As Wedstad’s aunt who also stayed at St Joseph’s for the one year Phyllis stayed there about life on Dog Creek reserve and the granny who bought the shirt:
There was lots of violence and drinking on the reserve. Many times at Granny Suzanne’s, we had to hide ourselves for our safety, usually in the sweat house or the haystack by the creek. My two uncles lived with us. One of them abused me sexually, and the other abused me mentally and physically. He would beat me and my brother with sticks and anything he could get his hands on. He even bullwhipped us once.

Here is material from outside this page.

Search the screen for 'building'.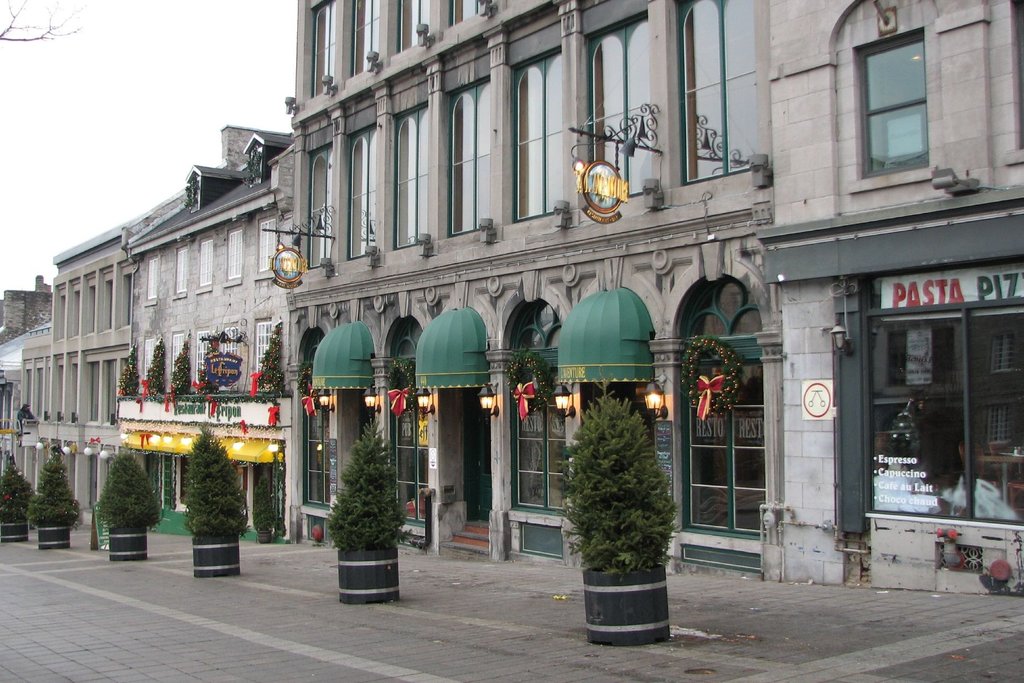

This is the idyllic life Phyllis came from and entered the ‘horrific’ residence for one year she earlier told media was “one of her fondest memories”. But that doesn’t sell T Shirts. Nor does it fit the bullshit narrative about residential schools we’ve come to believe nor provide the fables necessary to condemn them, condemn Canada, condemn western civilization. Just remember that the Prime Minister’s father, Robert Carney Sr. spent most of his career as a principal of some of these schools and a staunch public defender of them. Golly gee whiz, what a denier because he had nothing but first hand experience! The bullshit narrative cannot stand against what’s true in fact so of course we also have to go along with the lie that to disagree based on what’s true makes one morally wrong. That’s why the internet is full of bullshit because bullshit is what has been reproduced by ‘allied’ writers not wishing to be considered depraved and deplorable about the residential school system. Wedstad herself is not immune to its allure and reputational stature gained from going along with its lies. But should we?